Introduction
The human personality, in the Vedantic perspective, is a
psychic complex, composed of the mind (manas, somewhat akin to Freudian Id),
intellect (buddhi, akin to Freudian super-ego),
the Ego (ahamkaara, akin to Freudian Ego) and
the superconscious Self (aatman), or God principle in the individual.
A subtle point is that the Self forms both the core (as "soul") and the substratum
(as the "Higher Self") of the individual being. This paradoxical seeming assertion is
rendered simple by referring to the geometric represention in the image to the left.
More generally, the more inner a faculty at the conscious level, the farther and
broader it extends as one plumbs to deeper layers of consciousness. (Thus the image
on the right can be thought as a top-down perspective of the above depiction.)
In Vedanta, the Higher Self is the disinterested, witnessing meta-subject. It vivifies the ego and experiences its thoughts and feelings, and yet, paradoxically, does not influence the free choices of the latter nor is affected by the pleasure and pain experienced by the latter.
While agreeing with Freud's beautiful model in some respects, the Vedantic theory,
as understood by Indian yogis since ages ago, posits many other details.
One is that introduction of the superconscious level as the primary stage of
individuation, beyond which there is a complete loss of structure as the individuals
are resolved into an unindividuated Absolute, or brahman.
The conscious personality, or ego self, may be thought of as
a fraction of soul awareness projected by the Higher Self into the material plane
in order to experience
life as an individuated being under circumstances where the Veil of Material Nature
(maya) shrouds
the ego from its own cosmic origin and essential transcendental nature. One may call it a
fundamental psychogical experiment to explore those
possibilities of experience in this physical world, that would not be possible
without the limitations that make us human.
So strong is the pull of the physical world and sensory environment that the ego self, equipped with free will, sometime in the past somehow became intensely entangled in its material life and increasingly oblivious of its agenda as soul. The momentum of past unfulfilled desires, attachments and false identifications drive the embodied ego to be born again and again until their motive momentum is exhausted. In the ego's transference from one physical body to another, only the subtle body accompanies it (image on the right hand side), with the physical body and the vital or pranic body, which is a sort of mind-matter glue, dropped off.
In the Path of Philosophical Contemplation, which is one of them and the topic of this page,
Krishna reminds his friend Arjuna that one is in
essense not the ephemeral physical body or even the moody ego self, but something else deep
within, which does not sleep when the body goes to sleep, nor perishes when the
life in the body becomes extinguished, but which remains a detached
yet interested witness of the kaleidoscope of emotions and thoughts experienced
by the ego. This Path should not be considered a form of otherworldly nihilism that
denies the meaningfulness of the human body and life, but instead a calculated
`reactionary' sting to awaken the human whose consciousness has been rendered obtuse
through lifetimes of pleasure seeking that have programmed the mind to be so focused
in the material as to become oblivious to its own glorious spirit aspect.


* _What the task asks_
If a line in the entries includes "GreatRec", show that line.

* _Data for this task_
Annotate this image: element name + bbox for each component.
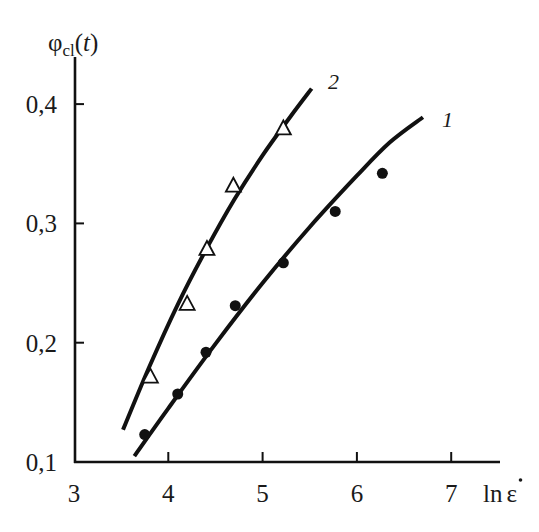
x-ticks: 34567 xyxy=(68,452,458,507)
y-axis-title-paren-open: ( xyxy=(75,29,83,57)
data-point-series-1 xyxy=(278,257,289,268)
curve-label-1: 1 xyxy=(442,107,453,132)
y-axis-title-symbol: φ xyxy=(48,29,62,56)
x-axis-title-ln: ln xyxy=(483,480,503,507)
data-point-series-1 xyxy=(201,347,212,358)
x-axis-title: lnε xyxy=(483,478,522,507)
y-tick-label: 0,3 xyxy=(26,210,57,237)
data-point-series-1 xyxy=(377,168,388,179)
y-tick-label: 0,4 xyxy=(26,91,58,118)
y-axis-title-paren-close: ) xyxy=(90,29,98,57)
x-axis-title-symbol: ε xyxy=(506,480,517,507)
data-point-series-1 xyxy=(230,300,241,311)
data-point-series-1 xyxy=(139,429,150,440)
data-point-series-2 xyxy=(276,120,291,134)
x-tick-label: 5 xyxy=(256,480,269,507)
data-point-series-1 xyxy=(172,388,183,399)
y-tick-label: 0,2 xyxy=(26,330,57,357)
data-point-series-1 xyxy=(330,206,341,217)
y-axis-title-subscript: cl xyxy=(62,41,75,60)
data-point-series-2 xyxy=(226,178,241,192)
data-point-series-2 xyxy=(199,241,214,255)
chart: 34567 0,10,20,30,4 φcl(t) lnε 1 2 xyxy=(0,0,539,532)
y-tick-label: 0,1 xyxy=(26,449,57,476)
svg-text:lnε: lnε xyxy=(483,480,517,507)
x-tick-label: 6 xyxy=(351,480,364,507)
fit-curves xyxy=(123,89,423,456)
y-axis-title: φcl(t) xyxy=(48,29,98,60)
curve-label-2: 2 xyxy=(328,69,339,94)
fit-curve-1 xyxy=(134,117,423,456)
caption-fragment xyxy=(10,522,530,532)
x-tick-label: 4 xyxy=(162,480,175,507)
x-axis-title-dot xyxy=(519,478,523,482)
x-tick-label: 3 xyxy=(68,480,81,507)
x-tick-label: 7 xyxy=(445,480,458,507)
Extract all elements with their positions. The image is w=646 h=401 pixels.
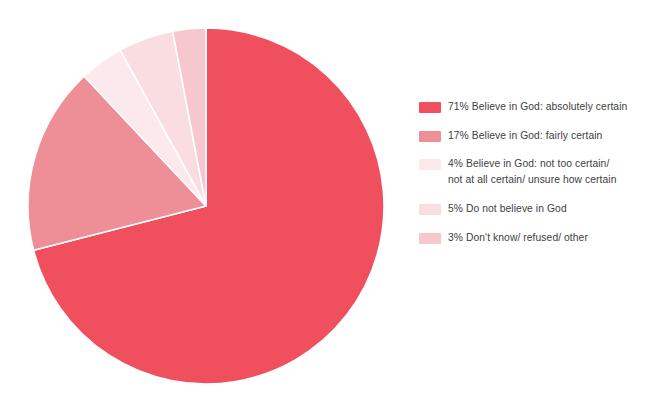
legend-item-dont-know[interactable]: 3% Don't know/ refused/ other [419, 230, 639, 246]
legend-item-do-not-believe[interactable]: 5% Do not believe in God [419, 201, 639, 217]
legend-item-label: 4% Believe in God: not too certain/ not … [448, 156, 616, 187]
pie-chart-figure: 71% Believe in God: absolutely certain17… [0, 0, 646, 401]
legend-swatch-icon [419, 159, 441, 170]
legend-swatch-icon [419, 102, 441, 113]
legend-swatch-icon [419, 233, 441, 244]
pie-chart: 71% Believe in God: absolutely certain17… [28, 28, 384, 384]
legend-item-label: 71% Believe in God: absolutely certain [448, 99, 627, 115]
legend-swatch-icon [419, 131, 441, 142]
legend-swatch-icon [419, 204, 441, 215]
pie-slice-group: 71% Believe in God: absolutely certain17… [28, 28, 384, 384]
legend-item-not-too-certain[interactable]: 4% Believe in God: not too certain/ not … [419, 156, 639, 187]
legend: 71% Believe in God: absolutely certain 1… [419, 99, 639, 258]
legend-item-absolutely-certain[interactable]: 71% Believe in God: absolutely certain [419, 99, 639, 115]
legend-item-label: 3% Don't know/ refused/ other [448, 230, 588, 246]
pie-svg: 71% Believe in God: absolutely certain17… [28, 28, 384, 384]
legend-item-label: 17% Believe in God: fairly certain [448, 128, 602, 144]
legend-item-label: 5% Do not believe in God [448, 201, 567, 217]
legend-item-fairly-certain[interactable]: 17% Believe in God: fairly certain [419, 128, 639, 144]
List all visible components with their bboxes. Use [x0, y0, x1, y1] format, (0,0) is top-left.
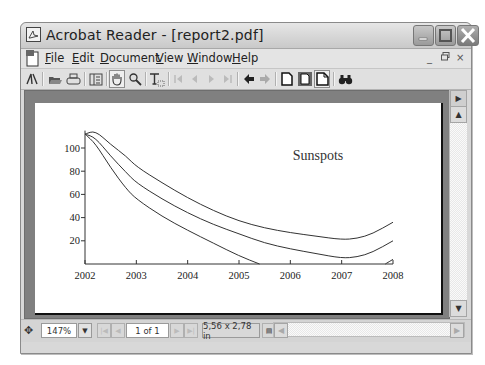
- next-page-icon[interactable]: [203, 71, 219, 87]
- go-back-icon[interactable]: [241, 71, 257, 87]
- toolbar-separator: [42, 72, 44, 86]
- menu-document-accel: D: [100, 51, 109, 65]
- toolbar: [21, 69, 471, 90]
- x-tick-label: 2002: [75, 270, 96, 281]
- hand-tool-icon[interactable]: [109, 70, 125, 88]
- toolbar-separator: [237, 72, 239, 86]
- window-title: Acrobat Reader - [report2.pdf]: [46, 27, 264, 43]
- menu-view-rest: iew: [164, 51, 184, 65]
- mdi-restore-button[interactable]: [441, 52, 450, 63]
- fit-width-icon[interactable]: [314, 70, 330, 88]
- menu-view[interactable]: View: [156, 51, 183, 65]
- first-page-icon[interactable]: [171, 71, 187, 87]
- menu-file[interactable]: File: [45, 51, 64, 65]
- print-icon[interactable]: [65, 71, 81, 87]
- status-first-page-button[interactable]: |◀: [97, 323, 111, 338]
- text-select-icon[interactable]: [149, 71, 165, 87]
- scroll-left-button[interactable]: ◀: [274, 323, 288, 338]
- chart-title: Sunspots: [293, 148, 344, 163]
- fit-page-icon[interactable]: [297, 71, 313, 87]
- go-forward-icon[interactable]: [257, 71, 273, 87]
- toolbar-separator: [168, 72, 170, 86]
- status-previous-page-button[interactable]: ◀: [111, 323, 125, 338]
- series-line-upper: [85, 132, 393, 239]
- menu-help-accel: H: [232, 51, 241, 65]
- y-tick-label: 40: [70, 212, 81, 223]
- find-icon[interactable]: [337, 71, 353, 87]
- menu-window[interactable]: Window: [187, 51, 232, 65]
- y-tick-label: 20: [70, 235, 81, 246]
- y-tick-label: 60: [70, 189, 81, 200]
- acrobat-app-icon: [26, 27, 41, 42]
- menu-bar: File Edit Document View Window Help _ ×: [21, 49, 471, 69]
- x-tick-label: 2004: [177, 270, 199, 281]
- y-tick-label: 100: [64, 143, 80, 154]
- page-number-field[interactable]: 1 of 1: [126, 323, 169, 338]
- toolbar-separator: [84, 72, 86, 86]
- toolbar-separator: [333, 72, 335, 86]
- x-tick-label: 2005: [229, 270, 250, 281]
- toolbar-separator: [145, 72, 147, 86]
- zoom-field[interactable]: 147%: [41, 323, 77, 338]
- menu-window-accel: W: [187, 51, 198, 65]
- scroll-down-button[interactable]: ▼: [450, 300, 467, 317]
- scroll-up-button[interactable]: ▲: [450, 106, 467, 123]
- zoom-dropdown-button[interactable]: ▼: [78, 323, 92, 338]
- status-next-page-button[interactable]: ▶: [170, 323, 184, 338]
- menu-file-rest: ile: [51, 51, 64, 65]
- minimize-button[interactable]: [413, 25, 434, 46]
- menu-help[interactable]: Help: [232, 51, 258, 65]
- menu-edit[interactable]: Edit: [72, 51, 94, 65]
- move-icon[interactable]: ✥: [24, 324, 36, 338]
- toolbar-separator: [275, 72, 277, 86]
- previous-page-icon[interactable]: [187, 71, 203, 87]
- x-tick-label: 2008: [383, 270, 404, 281]
- acrobat-logo-icon[interactable]: [24, 71, 40, 87]
- mdi-close-button[interactable]: ×: [456, 52, 464, 63]
- status-last-page-button[interactable]: ▶|: [184, 323, 198, 338]
- document-icon[interactable]: [26, 50, 40, 67]
- x-tick-label: 2006: [280, 270, 301, 281]
- acrobat-reader-window: Acrobat Reader - [report2.pdf] File Edit…: [20, 22, 472, 354]
- horizontal-scrollbar[interactable]: ◀ ▶: [273, 322, 465, 337]
- actual-size-icon[interactable]: [279, 71, 295, 87]
- maximize-button[interactable]: [435, 25, 456, 46]
- close-button[interactable]: [457, 25, 479, 46]
- last-page-icon[interactable]: [219, 71, 235, 87]
- menu-view-accel: V: [156, 51, 164, 65]
- zoom-tool-icon[interactable]: [127, 71, 143, 87]
- y-tick-label: 80: [70, 166, 81, 177]
- show-hide-navigation-icon[interactable]: [88, 71, 104, 87]
- series-line-lower: [85, 134, 260, 264]
- title-bar[interactable]: Acrobat Reader - [report2.pdf]: [21, 23, 471, 49]
- menu-document[interactable]: Document: [100, 51, 160, 65]
- mdi-minimize-button[interactable]: _: [427, 52, 432, 63]
- series-line-lower-tail: [385, 259, 393, 264]
- vertical-scrollbar[interactable]: ▶ ▲ ▼: [449, 90, 467, 317]
- page-size-display: 5,56 x 2,78 in: [202, 323, 260, 338]
- pane-toggle-button[interactable]: ▶: [450, 90, 467, 107]
- x-tick-label: 2003: [126, 270, 147, 281]
- sunspots-chart: 200220032004200520062007200820406080100S…: [35, 103, 441, 313]
- menu-edit-rest: dit: [79, 51, 94, 65]
- menu-help-rest: elp: [241, 51, 259, 65]
- pdf-page: 200220032004200520062007200820406080100S…: [35, 103, 443, 315]
- open-icon[interactable]: [47, 71, 63, 87]
- toolbar-separator: [106, 72, 108, 86]
- document-view[interactable]: 200220032004200520062007200820406080100S…: [24, 90, 450, 319]
- menu-document-rest: ocument: [109, 51, 160, 65]
- scroll-right-button[interactable]: ▶: [450, 323, 464, 338]
- menu-window-rest: indow: [198, 51, 232, 65]
- x-tick-label: 2007: [331, 270, 352, 281]
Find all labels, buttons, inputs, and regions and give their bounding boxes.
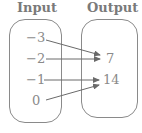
arrow-neg3-to-7: [46, 40, 100, 55]
mapping-arrows: [0, 0, 142, 133]
arrow-0-to-14: [46, 85, 99, 100]
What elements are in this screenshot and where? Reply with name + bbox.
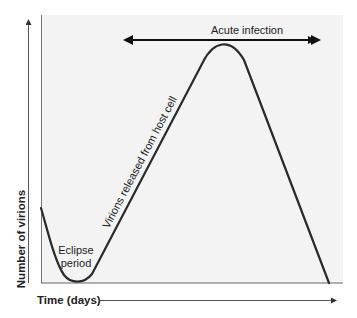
- viral-growth-curve-diagram: Number of virions Time (days) Acute infe…: [0, 0, 357, 318]
- acute-infection-label: Acute infection: [211, 24, 283, 36]
- eclipse-period-label-line2: period: [61, 257, 92, 269]
- x-axis-label: Time (days): [37, 294, 101, 306]
- y-axis-label: Number of virions: [15, 190, 27, 288]
- plot-panel: [41, 15, 343, 283]
- eclipse-period-label-line1: Eclipse: [58, 244, 93, 256]
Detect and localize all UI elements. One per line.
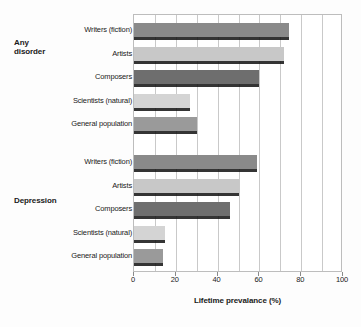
category-label-any-writers: Writers (fiction) (84, 25, 132, 34)
bar-shadow (134, 61, 284, 64)
x-tick-label: 0 (131, 275, 135, 284)
bar-fill (134, 47, 284, 61)
bar-shadow (134, 216, 230, 219)
bar-any-disorder-general-population (134, 117, 197, 134)
bar-fill (134, 179, 239, 193)
plot-area (133, 14, 342, 272)
bar-shadow (134, 193, 239, 196)
x-tick-label: 60 (254, 275, 262, 284)
x-tick-label: 20 (171, 275, 179, 284)
category-label-any-general: General population (71, 119, 132, 128)
group-label-any-disorder: Any disorder (14, 38, 45, 56)
category-label-any-artists: Artists (112, 49, 132, 58)
bar-depression-general-population (134, 249, 163, 266)
bar-fill (134, 117, 197, 131)
x-axis-title: Lifetime prevalance (%) (133, 296, 342, 305)
bar-shadow (134, 240, 165, 243)
category-label-any-composers: Composers (95, 72, 132, 81)
x-tick-label: 100 (336, 275, 348, 284)
bar-shadow (134, 131, 197, 134)
gridline (301, 15, 302, 271)
bar-fill (134, 70, 259, 84)
gridline (322, 15, 323, 271)
category-label-any-scientists: Scientists (natural) (73, 96, 132, 105)
category-label-dep-scientists: Scientists (natural) (73, 228, 132, 237)
bar-depression-composers (134, 202, 230, 219)
bar-fill (134, 226, 165, 240)
bar-fill (134, 155, 257, 169)
bar-shadow (134, 108, 190, 111)
bar-shadow (134, 37, 289, 40)
category-label-dep-composers: Composers (95, 204, 132, 213)
bar-shadow (134, 263, 163, 266)
x-tick-label: 40 (213, 275, 221, 284)
bar-any-disorder-composers (134, 70, 259, 87)
bar-fill (134, 23, 289, 37)
category-label-dep-general: General population (71, 251, 132, 260)
bar-shadow (134, 169, 257, 172)
bar-any-disorder-writers-fiction (134, 23, 289, 40)
bar-any-disorder-scientists-natural (134, 94, 190, 111)
bar-fill (134, 94, 190, 108)
group-label-depression: Depression (14, 196, 57, 205)
bar-depression-writers-fiction (134, 155, 257, 172)
chart-root: Any disorder Depression Writers (fiction… (0, 0, 361, 327)
x-tick-label: 80 (296, 275, 304, 284)
bar-any-disorder-artists (134, 47, 284, 64)
bar-fill (134, 202, 230, 216)
category-label-dep-writers: Writers (fiction) (84, 157, 132, 166)
bar-fill (134, 249, 163, 263)
bar-depression-artists (134, 179, 239, 196)
bar-depression-scientists-natural (134, 226, 165, 243)
category-label-dep-artists: Artists (112, 181, 132, 190)
bar-shadow (134, 84, 259, 87)
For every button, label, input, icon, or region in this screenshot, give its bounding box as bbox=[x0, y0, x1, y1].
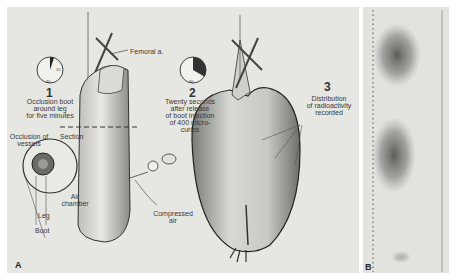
panel-a-letter: A bbox=[15, 260, 22, 270]
label-leg: Leg bbox=[38, 212, 50, 219]
panel-b-letter: B bbox=[365, 262, 372, 272]
label-femoral: Femoral a. bbox=[130, 48, 163, 55]
label-occlusion-vessels: Occlusion of vessels bbox=[4, 133, 54, 147]
step-1-caption: Occlusion boot around leg for five minut… bbox=[10, 98, 90, 119]
label-compressed-air: Compressed air bbox=[148, 210, 198, 224]
label-air-chamber: Air chamber bbox=[58, 193, 92, 207]
step-3-caption: Distribution of radioactivity recorded bbox=[298, 95, 360, 116]
label-section: Section bbox=[60, 133, 83, 140]
illustration-drawing bbox=[0, 0, 456, 280]
clock-1-label-30: 30 bbox=[46, 78, 50, 85]
clock-2-label-30: 30 bbox=[189, 78, 193, 85]
cross-section bbox=[23, 139, 77, 193]
step-3-number: 3 bbox=[324, 80, 331, 94]
label-boot: Boot bbox=[35, 227, 49, 234]
clock-1-label-15: 15 bbox=[56, 66, 60, 73]
step-2-caption: Twenty seconds after release of boot inj… bbox=[140, 98, 240, 133]
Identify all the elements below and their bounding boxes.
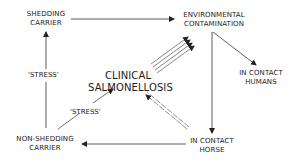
node-nonshedding-line1: NON-SHEDDING: [12, 135, 78, 144]
node-clinical-salmonellosis: CLINICAL SALMONELLOSIS: [88, 70, 168, 94]
node-env-line1: ENVIRONMENTAL: [176, 11, 252, 20]
node-non-shedding-carrier: NON-SHEDDING CARRIER: [12, 135, 78, 153]
node-environmental-contamination: ENVIRONMENTAL CONTAMINATION: [176, 11, 252, 29]
node-in-contact-horse: IN CONTACT HORSE: [187, 137, 237, 155]
node-shedding-carrier-line2: CARRIER: [22, 19, 70, 28]
edge-clinical-to-env: [151, 37, 194, 73]
node-horse-line1: IN CONTACT: [187, 137, 237, 146]
node-clinical-line1: CLINICAL: [88, 70, 168, 82]
node-shedding-carrier-line1: SHEDDING: [22, 10, 70, 19]
edge-env-to-humans: [213, 32, 256, 65]
node-clinical-line2: SALMONELLOSIS: [88, 82, 168, 94]
node-nonshedding-line2: CARRIER: [12, 144, 78, 153]
node-humans-line2: HUMANS: [236, 78, 286, 87]
label-stress-diagonal: 'STRESS': [70, 108, 101, 117]
node-shedding-carrier: SHEDDING CARRIER: [22, 10, 70, 28]
node-in-contact-humans: IN CONTACT HUMANS: [236, 69, 286, 87]
node-humans-line1: IN CONTACT: [236, 69, 286, 78]
node-env-line2: CONTAMINATION: [176, 20, 252, 29]
edge-horse-to-clinical: [146, 92, 189, 129]
node-horse-line2: HORSE: [187, 146, 237, 155]
label-stress-left: 'STRESS': [28, 71, 59, 80]
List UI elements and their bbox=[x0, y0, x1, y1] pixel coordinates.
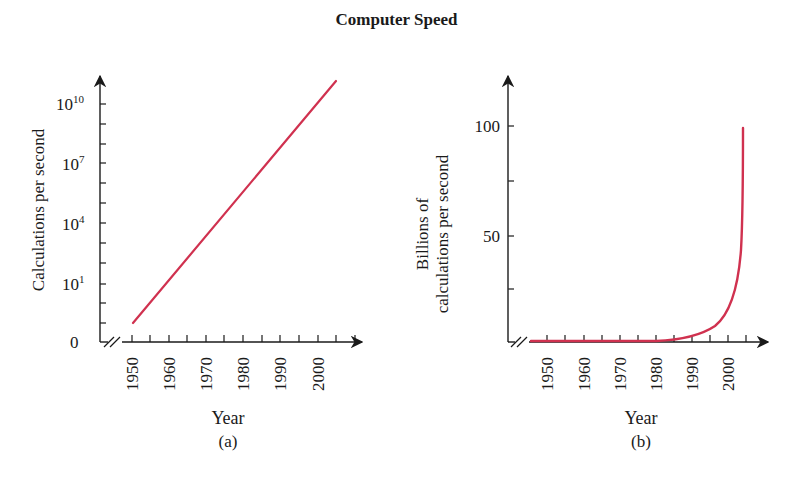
x-tick-label: 1980 bbox=[647, 357, 666, 391]
y-tick-label: 107 bbox=[62, 153, 85, 174]
y-tick-label: 101 bbox=[62, 273, 85, 294]
y-tick-labels-a: 1010 107 104 101 0 bbox=[56, 93, 85, 352]
y-tick-label: 0 bbox=[70, 333, 79, 352]
x-tick-label: 1970 bbox=[611, 357, 630, 391]
x-tick-label: 2000 bbox=[719, 357, 738, 391]
y-tick-label: 104 bbox=[62, 213, 85, 234]
x-tick-label: 1980 bbox=[234, 357, 253, 391]
data-line-a bbox=[133, 81, 336, 323]
panel-label-b: (b) bbox=[631, 432, 651, 451]
y-axis-label-b-line2: calculations per second bbox=[433, 154, 452, 313]
panel-b: 100 50 Billions of calculations per seco… bbox=[413, 76, 768, 451]
panel-label-a: (a) bbox=[219, 432, 238, 451]
y-axis-label-b-line1: Billions of bbox=[413, 198, 432, 271]
x-axis-label-b: Year bbox=[624, 408, 657, 428]
x-tick-label: 1960 bbox=[160, 357, 179, 391]
x-tick-label: 1970 bbox=[197, 357, 216, 391]
x-tick-label: 1990 bbox=[271, 357, 290, 391]
x-ticks-a bbox=[132, 335, 355, 342]
y-tick-label: 50 bbox=[483, 227, 500, 246]
x-tick-label: 2000 bbox=[309, 357, 328, 391]
y-tick-label: 100 bbox=[475, 117, 501, 136]
x-tick-label: 1950 bbox=[123, 357, 142, 391]
data-curve-b bbox=[531, 128, 743, 341]
x-tick-labels-b: 1950 1960 1970 1980 1990 2000 bbox=[538, 357, 738, 391]
panel-a: 1010 107 104 101 0 Calculations per seco… bbox=[29, 76, 362, 451]
chart-canvas: 1010 107 104 101 0 Calculations per seco… bbox=[0, 0, 793, 479]
y-tick-label: 1010 bbox=[56, 93, 85, 114]
y-axis-label-a: Calculations per second bbox=[29, 128, 48, 291]
x-tick-labels-a: 1950 1960 1970 1980 1990 2000 bbox=[123, 357, 328, 391]
y-tick-labels-b: 100 50 bbox=[475, 117, 501, 246]
y-ticks-b bbox=[508, 126, 514, 289]
y-ticks-a bbox=[100, 104, 106, 323]
x-axis-label-a: Year bbox=[211, 408, 244, 428]
x-tick-label: 1990 bbox=[683, 357, 702, 391]
x-tick-label: 1950 bbox=[538, 357, 557, 391]
x-tick-label: 1960 bbox=[575, 357, 594, 391]
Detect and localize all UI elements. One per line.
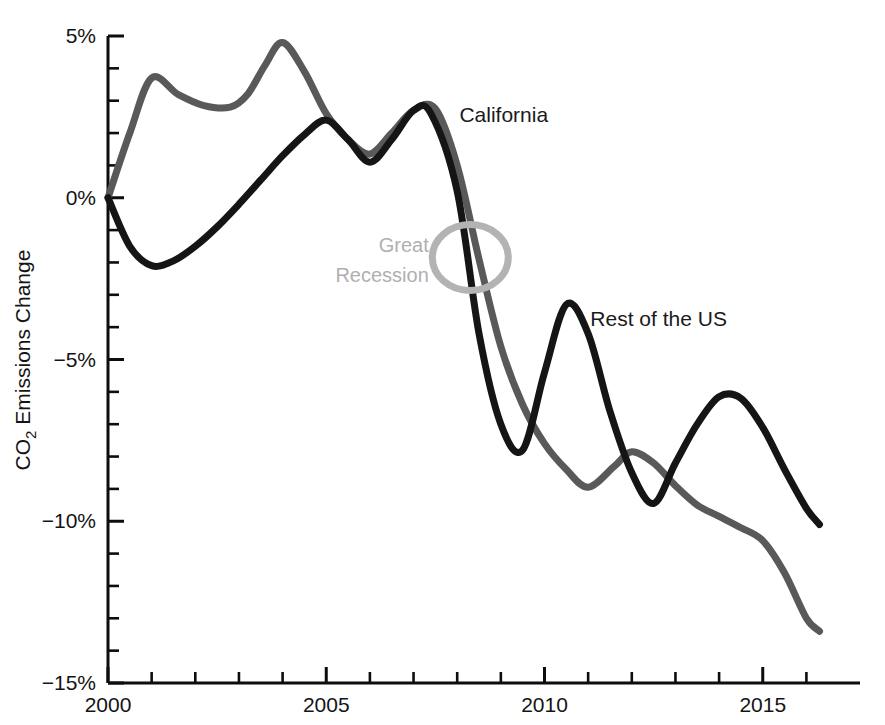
y-axis-title-subscript: 2 <box>22 431 39 439</box>
axis-ticks-group <box>108 36 806 683</box>
x-tick-label: 2015 <box>739 693 786 716</box>
y-tick-label: 5% <box>66 24 96 47</box>
chart-svg: 5%0%−5%−10%−15%2000200520102015 GreatRec… <box>0 0 885 725</box>
axis-tick-labels-group: 5%0%−5%−10%−15%2000200520102015 <box>42 24 786 716</box>
x-tick-label: 2000 <box>85 693 132 716</box>
y-axis-title: CO2 Emissions Change <box>11 250 39 471</box>
series-line-california <box>108 42 819 631</box>
y-axis-title-main: CO <box>11 439 34 471</box>
annotation-label-great-recession-line2: Recession <box>335 264 428 286</box>
y-tick-label: −10% <box>42 509 96 532</box>
data-series-group <box>108 42 819 631</box>
series-label-rest-of-the-us: Rest of the US <box>590 307 727 330</box>
y-tick-label: −5% <box>53 348 96 371</box>
chart-container: 5%0%−5%−10%−15%2000200520102015 GreatRec… <box>0 0 885 725</box>
y-axis-title-rest: Emissions Change <box>11 250 34 431</box>
y-tick-label: 0% <box>66 186 96 209</box>
series-labels-group: CaliforniaRest of the US <box>459 103 727 330</box>
x-tick-label: 2010 <box>521 693 568 716</box>
series-label-california: California <box>459 103 548 126</box>
annotation-label-great-recession-line1: Great <box>379 234 429 256</box>
y-axis-title-group: CO2 Emissions Change <box>11 250 39 471</box>
y-tick-label: −15% <box>42 671 96 694</box>
x-tick-label: 2005 <box>303 693 350 716</box>
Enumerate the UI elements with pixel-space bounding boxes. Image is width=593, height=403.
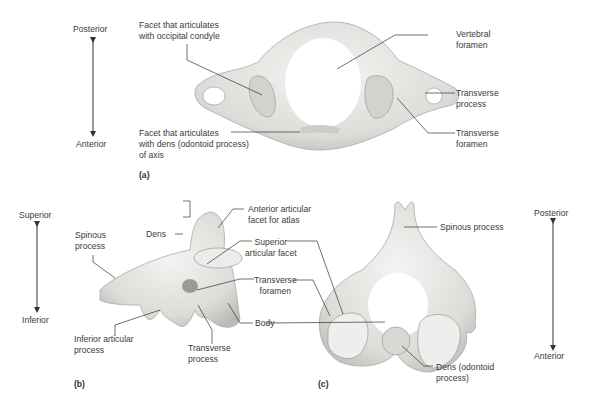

* _Answer for this exercise_
chart-svg: 5%0%−5%−10%−15%2000200520102015 GreatRec… <box>0 0 885 725</box>
chart-container: 5%0%−5%−10%−15%2000200520102015 GreatRec… <box>0 0 885 725</box>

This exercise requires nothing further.